If the Trump administration rips vetted research projects from researchers in at least 60 universities from Arizona State to Vanderbilt, they will be punishing the wrong people.

The graduate student’s experiments are basic research — not directed to curing a disease, but to understanding a process. She and her thesis advisor had an idea about how rhythmic beats were established — they did experiments asking whether their idea was feasible and wrote a grant application to the NIH, which has a program for early exciting results. Months later an NIH study section, a jury of 15 of her older peers, was convinced. The funds would be forwarded to the university, and our young researcher will have a fellowship for three years and money for supplies; she can concentrate on the fundamental properties of heart cells. One day she will meet the cardiologists and surgeons at a seminar; they will talk and ask her to come to their group meeting to think about how her ideas can push clinical improvements.

I have a friend at the University of Illinois Medical Center in Chicago who is the Chair of its program in cancer research. He sent me the statistics on improvements in breast cancer treatments, including a branch running clinical trials. These trials are about to be curtailed.

Twenty years ago, the idea was that aggressive treatment — more chemo, more radiation, and surgery — would produce longer survival. That was often an illusion. Now, because of detailed knowledge about how cell division is controlled, the discovery of oncogenes fifty years ago, and advances in genomics and chemistry, the survival times of women with advanced breast cancer are much better. Pharmaceutical companies large and small are vital to this effort but basic research and training researchers and physicians is the function of universities.

The idea that basic research gives rise to clinical progress has had many prophets and apostles, among them Louis Pasteur in the 19th century and Vanevar Bush in the 20th. Bush wrote a classical book called The Endless Frontier about basic science as a precursor to medical or other progress. He was President Roosevelt’s Chief Science advisor and was asking about how the basic science investments of World War II — penicillin, radar, and computers — could be channeled to solve civilian problems. He and Roosevelt opened a new path for research. In many branches of science and medicine and agriculture investigator-initiated research provides the footing for practical advances.

Graduate students, post-doctoral fellows, and junior faculty drive this progress in basic science and engineering departments. I was their Associate Dean at Columbia. They are some of the most energetic and directed people I have met. Many have wanted to do research since high school, and they will spend four of five years getting a PhD or a little less for a Master’s. They will go on to run their own labs, work in industry, create start-ups, and work in public health.

If the Trump administration rips vetted research projects from researchers in at least 60 universities from Arizona State to Vanderbilt, on the grounds that the university administration failed to address antisemitism adequately, they will be punishing the wrong people. There are other ways to deal with that problem, which I do not deny. These kids want to work on serious problems and there is no reason to destroy their dreams.

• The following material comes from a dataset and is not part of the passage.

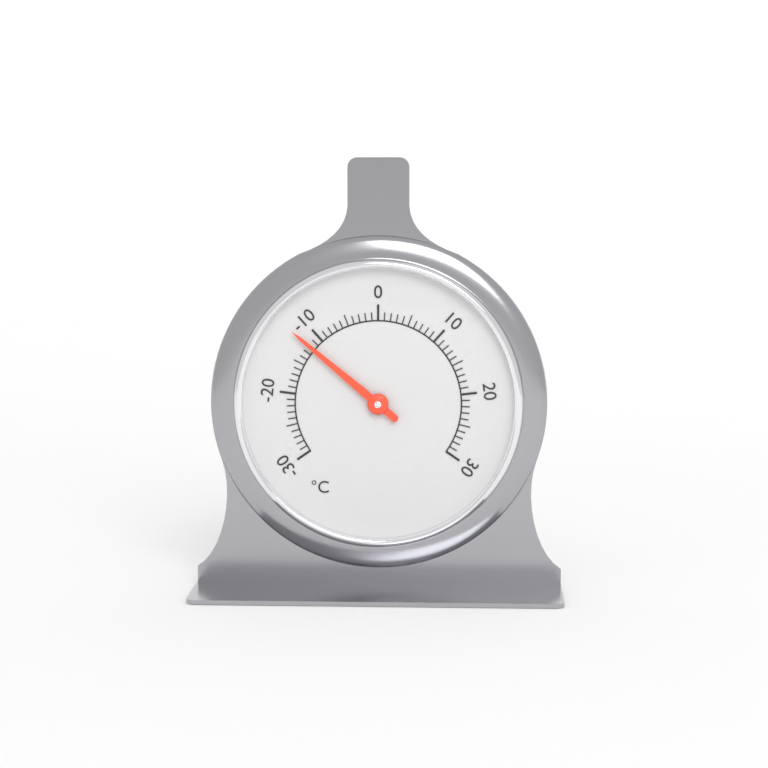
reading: -12 °C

The grant application structure has been in place since the 1950s. It is very expensive but it works because it mobilizes individual imagination. If it is hijacked, research will stop, the number of graduate and master’s students will decrease, research will stop clinical trials will be cancelled—an age of scientific optimism and progress will be wasted. Cancer, bird flu, Ebola, measles, TB and many other catastrophes will continue when they could have been stopped.

Editor’s Note: On Friday, March 21, Columbia conceded to Trump administration demands, though it remained unclear whether the concessions would be enough to reclaim federal monies.

Richard Kessin is Emeritus Professor of Pathology and Cell Biology at the Columbia University Irving Medical Center. He was Associate Dean of the PhD programs hosting 450 students.

The views expressed here are not necessarily those of The Millerton News and The News does not support or oppose candidates for public office.